Ostpolitik, 1969-1974: European and Global Responses (Publications of the German Historical Institute)
Cambridge University Press
Edition: Reissue, 2/17/2011
EAN 9780521181525, ISBN10: 0521181526
Paperback, 322 pages, 22.9 x 15.2 x 2.1 cm
Language: English
Studies of the Cold War transcend a narrow focus on four decades of superpower rivalry, recognizing that leaders and governments outside of Washington and Moscow also exerted political, economic, and moral influence well beyond their own borders. One striking example was the Ostpolitik of Chancellor Willy Brandt, which not only redefined Germany's relation with its Nazi past but also altered the global environment of the Cold War. This book examines the years 1969–1974, when Brandt broke the Cold War stalemate in Europe by assuming responsibility for the crimes of the Third Reich and by formally renouncing several major West German claims, while also launching an assertive policy toward his Communist neighbors and conducting a deft balancing act between East and West. Not everyone then, or now, applauds the ethos and practice of Ostpolitik, but no one can deny its impact on German, European, and world history.
Part I. Adversaries and Allies
1. Dealing with Bonn
Leonid Brezhnev and the Soviet response to West German Ostpolitik Andrey Edemskiy
2. Ostpolitik and Poland Krzysztof Ruchniewicz
3. The difficult path to the establishment of relations between Czechoslovakia and West Germany Oldrich Tuma
4. To grin and bear it
the Nixon administration and Ostpolitik Holger Klitzing
5. Chancellor Brandt's Ostpolitik, France, and the Soviet Union Marie-Pierre Rey
Part II. Global Responses
6. Ostpolitik, 'Fernostpolitik', and Sino-Soviet rivalry
China and the two Germanys Bernd Schaefer
7. West German Ostpolitik and Korean South–North relations Meung-Hoan Noh
8. India and Ostpolitik Amit Das Gupta
9. Ostpolitik and West German–Israeli relations Carole Fink
10. Ostpolitik and the relations between West Germany and South Africa Tilman Dedering
11. 'You have the political prestige and we the material opportunity'
Tito and Brandt and Toto between Ostpolitik and non-alignment Milan Kosanovic
12. Abstinence and Ostpolitik
Brandt's government and the nuclear question William Glenn Gray
13. Conclusion Bernd Schaefer and Carole Fink.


### WORK REQUIRED
Beginning with the line that contains "Image is 868x363 pixels." and ending with the line that contains "Image is 813x504 pixels.", reproduce the lines of the entries below exactly, omitting pictures.

### DATA FOR THE TASK
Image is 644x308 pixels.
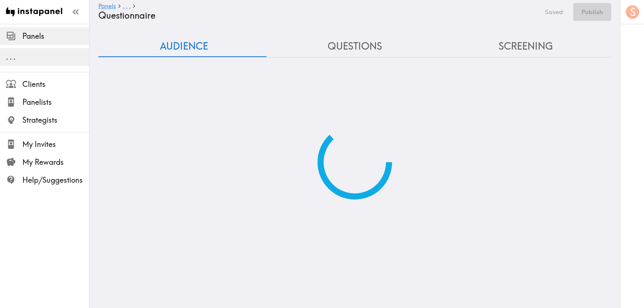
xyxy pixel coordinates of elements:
[22,139,89,149] span: My Invites
[631,6,636,19] span: S
[129,2,130,10] span: .
[440,36,611,57] button: Screening
[22,115,89,125] span: Strategists
[13,52,16,62] span: .
[22,31,89,41] span: Panels
[10,52,12,62] span: .
[625,4,640,20] button: S
[22,157,89,167] span: My Rewards
[123,3,130,10] a: ...
[98,3,116,10] a: Panels
[126,2,127,10] span: .
[22,79,89,89] span: Clients
[123,2,125,10] span: .
[269,36,441,57] button: Questions
[98,36,611,57] div: Questionnaire Audience/Questions/Screening Tab Navigation
[98,10,535,21] h4: Questionnaire
[22,175,89,185] span: Help/Suggestions
[22,97,89,107] span: Panelists
[98,36,269,57] button: Audience
[6,52,8,62] span: .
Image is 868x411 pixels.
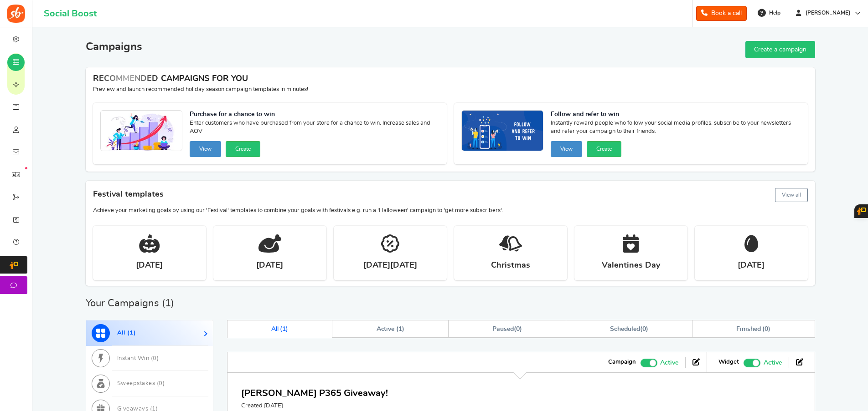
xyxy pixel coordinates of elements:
a: Help [754,6,785,20]
span: Scheduled [610,327,641,332]
strong: Purchase for a chance to win [190,110,439,119]
p: Preview and launch recommended holiday season campaign templates in minutes! [93,85,808,94]
span: 0 [765,327,769,332]
span: 0 [158,381,163,386]
span: [PERSON_NAME] [802,9,854,17]
span: Active [660,358,678,368]
span: 0 [517,327,520,332]
span: Enter customers who have purchased from your store for a chance to win. Increase sales and AOV [190,119,439,138]
strong: [DATE] [256,260,283,272]
strong: [DATE] [737,260,765,272]
button: View [551,141,582,158]
strong: Widget [719,358,739,367]
strong: Christmas [491,260,530,272]
span: Instantly reward people who follow your social media profiles, subscribe to your newsletters and ... [551,119,801,138]
p: Created [DATE] [241,402,388,410]
h2: Your Campaigns ( ) [85,299,174,308]
strong: Valentines Day [602,260,660,272]
span: ( ) [610,327,648,332]
span: All ( ) [117,331,136,336]
span: Instant Win ( ) [117,356,159,362]
button: Create [587,141,622,158]
span: 0 [153,356,157,362]
span: Finished ( ) [737,327,770,332]
p: Achieve your marketing goals by using our 'Festival' templates to combine your goals with festiva... [93,207,808,215]
img: Recommended Campaigns [462,111,543,152]
li: Widget activated [712,357,789,368]
h2: Campaigns [85,41,142,53]
h4: RECOMMENDED CAMPAIGNS FOR YOU [93,75,808,84]
h1: Social Boost [44,9,97,19]
span: Help [767,9,781,17]
span: Sweepstakes ( ) [117,381,165,386]
span: Paused [493,327,514,332]
img: Recommended Campaigns [101,111,182,152]
h4: Festival templates [93,186,808,204]
span: 1 [398,327,402,332]
a: Book a call [696,6,747,21]
span: ( ) [493,327,522,332]
strong: Campaign [609,358,636,367]
span: Active ( ) [377,327,405,332]
img: Social Boost [7,5,25,23]
a: [PERSON_NAME] P365 Giveaway! [241,389,388,398]
a: Create a campaign [746,41,815,58]
span: 1 [282,327,286,332]
span: 0 [642,327,646,332]
button: View [190,141,221,158]
span: All ( ) [271,327,289,332]
span: 1 [165,299,171,308]
em: New [25,167,27,170]
strong: [DATE] [135,260,163,272]
span: 1 [130,331,134,336]
button: Create [226,141,260,158]
strong: Follow and refer to win [551,110,801,119]
button: View all [775,188,808,203]
span: Active [764,358,782,368]
strong: [DATE][DATE] [364,260,417,272]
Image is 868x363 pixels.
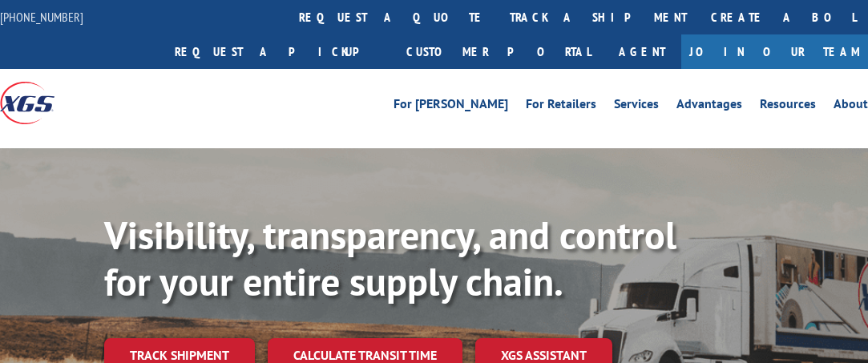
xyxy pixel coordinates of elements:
a: Resources [760,98,816,116]
a: For Retailers [525,98,597,116]
a: Services [614,98,659,116]
a: Customer Portal [395,34,602,69]
b: Visibility, transparency, and control for your entire supply chain. [104,210,676,306]
a: Join Our Team [681,34,868,69]
a: About [834,98,868,116]
a: Advantages [676,98,742,116]
a: Agent [602,34,681,69]
a: Request a pickup [163,34,395,69]
a: For [PERSON_NAME] [394,98,508,116]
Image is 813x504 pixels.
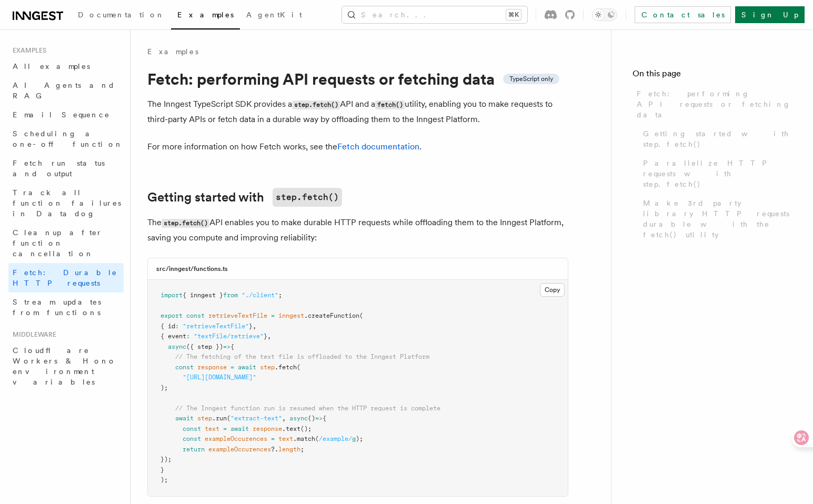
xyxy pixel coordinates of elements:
span: } [249,323,253,330]
span: ( [297,363,300,371]
span: Examples [178,11,234,19]
span: , [282,414,286,422]
span: "[URL][DOMAIN_NAME]" [183,373,256,381]
a: Documentation [71,3,171,28]
button: Search...⌘K [342,6,527,23]
a: Stream updates from functions [8,293,124,322]
a: Fetch documentation [337,141,420,151]
span: .match [293,435,315,443]
span: .run [212,414,227,422]
a: Make 3rd party library HTTP requests durable with the fetch() utility [639,194,791,244]
span: : [186,333,190,340]
span: = [223,425,227,433]
span: return [183,446,204,453]
a: Getting started with step.fetch() [639,124,791,154]
p: For more information on how Fetch works, see the . [148,139,568,154]
span: } [161,466,164,473]
span: = [231,363,234,371]
span: ( [315,435,319,443]
span: inngest [278,312,304,320]
span: length [278,446,300,453]
span: "textFile/retrieve" [194,333,264,340]
span: /example/ [319,435,352,443]
span: await [237,363,256,371]
span: async [290,414,307,422]
span: await [175,414,194,422]
span: { [323,414,326,422]
span: const [186,312,204,320]
code: step.fetch() [292,101,340,109]
span: from [223,291,237,299]
p: The API enables you to make durable HTTP requests while offloading them to the Inngest Platform, ... [148,215,568,245]
span: Parallelize HTTP requests with step.fetch() [643,158,791,189]
span: Cloudflare Workers & Hono environment variables [12,346,116,386]
span: Documentation [78,11,164,19]
a: AI Agents and RAG [8,76,124,105]
span: Getting started with step.fetch() [643,128,791,149]
code: fetch() [375,101,404,109]
span: Stream updates from functions [12,297,101,317]
span: Examples [8,46,46,55]
span: ); [161,384,168,391]
span: => [223,343,231,350]
button: Toggle dark mode [592,8,617,21]
span: Middleware [8,330,56,339]
h4: On this page [632,68,791,85]
span: const [175,363,194,371]
a: Track all function failures in Datadog [8,183,124,223]
span: "./client" [241,291,278,299]
span: = [271,435,274,443]
span: Make 3rd party library HTTP requests durable with the fetch() utility [643,197,791,240]
span: { inngest } [183,291,223,299]
span: g [352,435,356,443]
span: const [183,425,201,433]
span: Email Sequence [12,111,110,119]
a: Sign Up [735,6,805,23]
a: Examples [171,3,240,29]
span: ( [227,414,231,422]
span: ); [356,435,363,443]
span: { [231,343,234,350]
span: Fetch run status and output [12,159,105,177]
h3: src/inngest/functions.ts [156,264,227,273]
a: Scheduling a one-off function [8,124,124,154]
span: ); [161,476,168,483]
span: .fetch [274,363,297,371]
span: .text [282,425,300,433]
span: const [183,435,201,443]
a: Parallelize HTTP requests with step.fetch() [639,154,791,194]
span: Track all function failures in Datadog [12,188,121,217]
span: } [264,333,267,340]
code: step.fetch() [161,219,209,227]
kbd: ⌘K [506,9,521,20]
span: ( [360,312,363,320]
span: response [253,425,282,433]
a: Getting started withstep.fetch() [148,187,342,207]
a: All examples [8,57,124,76]
span: "extract-text" [231,414,282,422]
span: AI Agents and RAG [12,81,115,100]
span: import [161,291,183,299]
span: // The fetching of the text file is offloaded to the Inngest Platform [175,353,430,360]
a: Cleanup after function cancellation [8,223,124,263]
span: // The Inngest function run is resumed when the HTTP request is complete [175,404,440,412]
span: ; [300,446,304,453]
span: text [204,425,219,433]
span: step [197,414,212,422]
span: }); [161,456,171,463]
span: Scheduling a one-off function [12,129,123,148]
span: text [278,435,293,443]
a: Examples [148,46,198,57]
span: retrieveTextFile [208,312,267,320]
a: Fetch run status and output [8,154,124,183]
span: Cleanup after function cancellation [12,228,102,257]
span: export [161,312,183,320]
a: Contact sales [635,6,731,23]
span: , [267,333,271,340]
span: , [253,323,256,330]
p: The Inngest TypeScript SDK provides a API and a utility, enabling you to make requests to third-p... [148,97,568,127]
span: TypeScript only [509,75,553,83]
a: Fetch: performing API requests or fetching data [632,85,791,124]
a: AgentKit [240,3,308,28]
a: Email Sequence [8,105,124,124]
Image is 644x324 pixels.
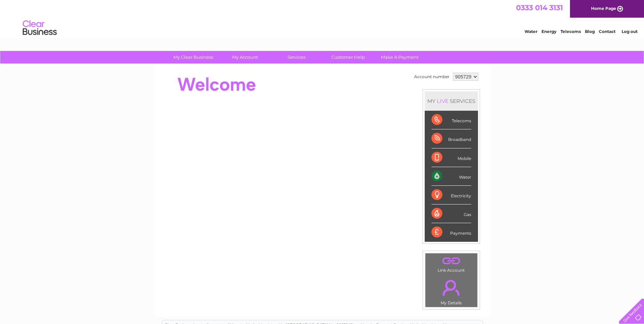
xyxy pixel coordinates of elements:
td: Link Account [425,253,478,274]
a: Water [525,29,538,34]
a: Make A Payment [372,51,428,64]
div: LIVE [435,98,450,104]
td: My Details [425,274,478,307]
a: Customer Help [320,51,376,64]
a: Blog [585,29,595,34]
div: Electricity [432,186,471,205]
a: Telecoms [560,29,581,34]
a: 0333 014 3131 [516,3,563,12]
td: Account number [413,71,451,83]
div: MY SERVICES [425,92,478,111]
div: Broadband [432,129,471,148]
a: . [427,276,476,299]
div: Mobile [432,148,471,167]
div: Payments [432,223,471,241]
div: Telecoms [432,111,471,129]
div: Water [432,167,471,186]
a: Services [269,51,324,64]
div: Gas [432,205,471,223]
div: Clear Business is a trading name of Verastar Limited (registered in [GEOGRAPHIC_DATA] No. 3667643... [162,4,483,33]
a: My Clear Business [165,51,221,64]
a: Energy [541,29,556,34]
a: Contact [599,29,616,34]
a: My Account [217,51,273,64]
a: . [427,255,476,267]
a: Log out [622,29,637,34]
img: logo.png [22,18,57,39]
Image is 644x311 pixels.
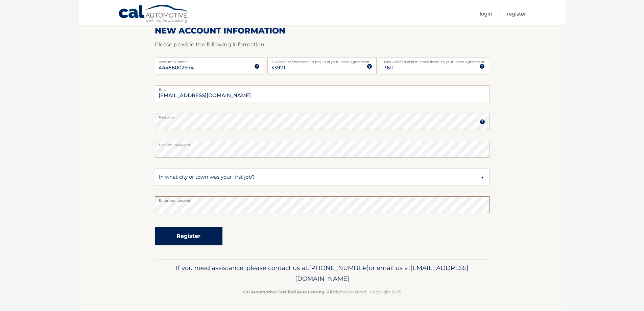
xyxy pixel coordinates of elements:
label: Confirm Password [155,141,489,146]
p: Please provide the following information. [155,40,489,49]
img: tooltip.svg [367,64,372,69]
a: Login [479,8,492,19]
a: Cal Automotive [118,4,189,24]
a: Register [507,8,526,19]
p: - All Rights Reserved - Copyright 2025 [159,288,485,295]
input: Zip Code [267,57,376,75]
img: tooltip.svg [479,64,485,69]
span: [PHONE_NUMBER] [309,264,369,271]
input: Account Number [155,57,264,75]
label: Email [155,85,489,91]
input: Email [155,85,489,102]
img: tooltip.svg [254,64,260,69]
label: Last 4 of SSN of first lessee listed on your Lease Agreement [380,57,489,63]
label: Password [155,113,489,118]
strong: Cal Automotive Certified Auto Leasing [243,289,324,294]
input: SSN or EIN (last 4 digits only) [380,57,489,75]
span: [EMAIL_ADDRESS][DOMAIN_NAME] [295,264,468,282]
label: Zip Code of first lessee in box 1b of your Lease Agreement [267,57,376,63]
button: Register [155,227,223,245]
img: tooltip.svg [479,119,485,124]
h2: New Account Information [155,26,489,36]
label: Enter your answer [155,196,489,202]
p: If you need assistance, please contact us at: or email us at [159,262,485,284]
label: Account Number [155,57,264,63]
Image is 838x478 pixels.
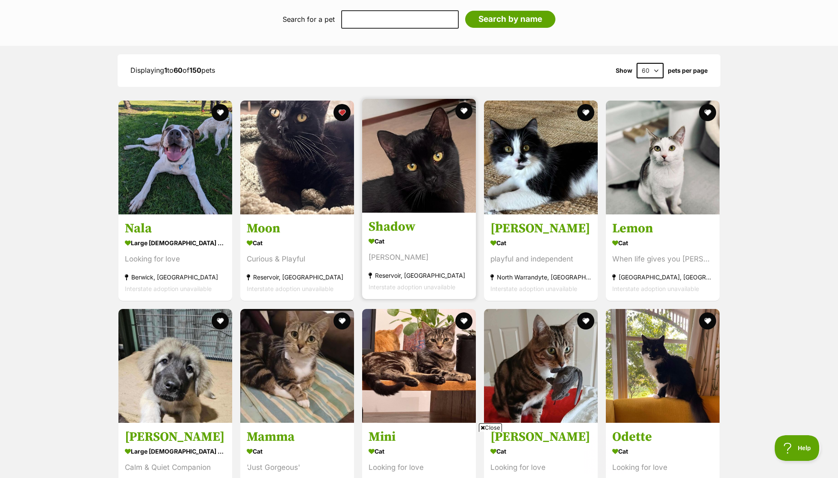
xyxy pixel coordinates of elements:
[775,435,821,461] iframe: Help Scout Beacon - Open
[668,67,708,74] label: pets per page
[118,309,232,422] img: Osa
[247,428,348,445] h3: Mamma
[164,66,167,74] strong: 1
[606,309,720,422] img: Odette
[125,445,226,457] div: large [DEMOGRAPHIC_DATA] Dog
[612,461,713,473] div: Looking for love
[125,253,226,265] div: Looking for love
[612,285,699,292] span: Interstate adoption unavailable
[465,11,555,28] input: Search by name
[369,235,470,247] div: Cat
[699,312,716,329] button: favourite
[490,271,591,283] div: North Warrandyte, [GEOGRAPHIC_DATA]
[577,312,594,329] button: favourite
[125,428,226,445] h3: [PERSON_NAME]
[247,285,334,292] span: Interstate adoption unavailable
[212,104,229,121] button: favourite
[455,102,473,119] button: favourite
[479,423,502,431] span: Close
[612,271,713,283] div: [GEOGRAPHIC_DATA], [GEOGRAPHIC_DATA]
[247,236,348,249] div: Cat
[616,67,632,74] span: Show
[484,214,598,301] a: [PERSON_NAME] Cat playful and independent North Warrandyte, [GEOGRAPHIC_DATA] Interstate adoption...
[455,312,473,329] button: favourite
[240,100,354,214] img: Moon
[212,435,626,473] iframe: Advertisement
[247,220,348,236] h3: Moon
[606,100,720,214] img: Lemon
[362,99,476,213] img: Shadow
[118,100,232,214] img: Nala
[125,220,226,236] h3: Nala
[369,283,455,290] span: Interstate adoption unavailable
[612,428,713,445] h3: Odette
[125,285,212,292] span: Interstate adoption unavailable
[490,220,591,236] h3: [PERSON_NAME]
[612,236,713,249] div: Cat
[484,100,598,214] img: Jasmine
[362,309,476,422] img: Mini
[699,104,716,121] button: favourite
[484,309,598,422] img: Millhouse
[612,253,713,265] div: When life gives you [PERSON_NAME]
[189,66,201,74] strong: 150
[369,219,470,235] h3: Shadow
[212,312,229,329] button: favourite
[490,253,591,265] div: playful and independent
[577,104,594,121] button: favourite
[334,104,351,121] button: favourite
[334,312,351,329] button: favourite
[362,212,476,299] a: Shadow Cat [PERSON_NAME] Reservoir, [GEOGRAPHIC_DATA] Interstate adoption unavailable favourite
[490,285,577,292] span: Interstate adoption unavailable
[247,271,348,283] div: Reservoir, [GEOGRAPHIC_DATA]
[174,66,183,74] strong: 60
[369,428,470,445] h3: Mini
[125,271,226,283] div: Berwick, [GEOGRAPHIC_DATA]
[118,214,232,301] a: Nala large [DEMOGRAPHIC_DATA] Dog Looking for love Berwick, [GEOGRAPHIC_DATA] Interstate adoption...
[247,253,348,265] div: Curious & Playful
[240,309,354,422] img: Mamma
[130,66,215,74] span: Displaying to of pets
[612,445,713,457] div: Cat
[283,15,335,23] label: Search for a pet
[606,214,720,301] a: Lemon Cat When life gives you [PERSON_NAME] [GEOGRAPHIC_DATA], [GEOGRAPHIC_DATA] Interstate adopt...
[125,461,226,473] div: Calm & Quiet Companion
[125,236,226,249] div: large [DEMOGRAPHIC_DATA] Dog
[490,236,591,249] div: Cat
[612,220,713,236] h3: Lemon
[240,214,354,301] a: Moon Cat Curious & Playful Reservoir, [GEOGRAPHIC_DATA] Interstate adoption unavailable favourite
[369,269,470,281] div: Reservoir, [GEOGRAPHIC_DATA]
[490,428,591,445] h3: [PERSON_NAME]
[369,251,470,263] div: [PERSON_NAME]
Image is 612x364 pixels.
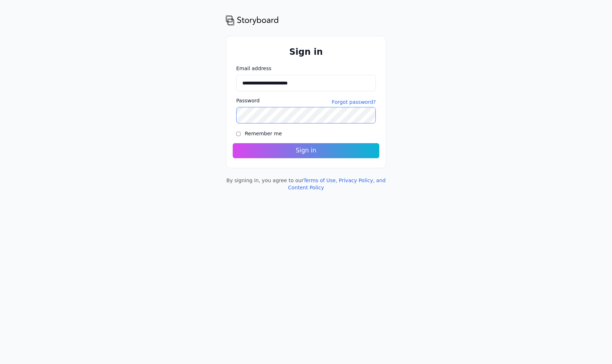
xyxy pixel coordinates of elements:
label: Remember me [245,131,282,136]
button: Forgot password? [332,98,376,105]
a: Terms of Use, Privacy Policy, and Content Policy [288,177,386,191]
button: Sign in [233,143,379,158]
img: storyboard [226,14,279,26]
h1: Sign in [236,46,376,57]
label: Email address [236,65,376,72]
div: By signing in, you agree to our [226,177,386,191]
label: Password [236,97,259,104]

### SOLUTION TO THIS TASK
Image is 868x363 pixels.
xyxy pixel coordinates of elements:
a: Resources [760,98,816,116]
a: For Retailers [525,98,597,116]
a: Services [614,98,659,116]
a: Customer Portal [395,34,602,69]
b: Visibility, transparency, and control for your entire supply chain. [104,210,676,306]
a: Join Our Team [681,34,868,69]
a: About [834,98,868,116]
a: Advantages [676,98,742,116]
a: Agent [602,34,681,69]
a: Request a pickup [163,34,395,69]
a: For [PERSON_NAME] [394,98,508,116]
Image is 813x504 pixels.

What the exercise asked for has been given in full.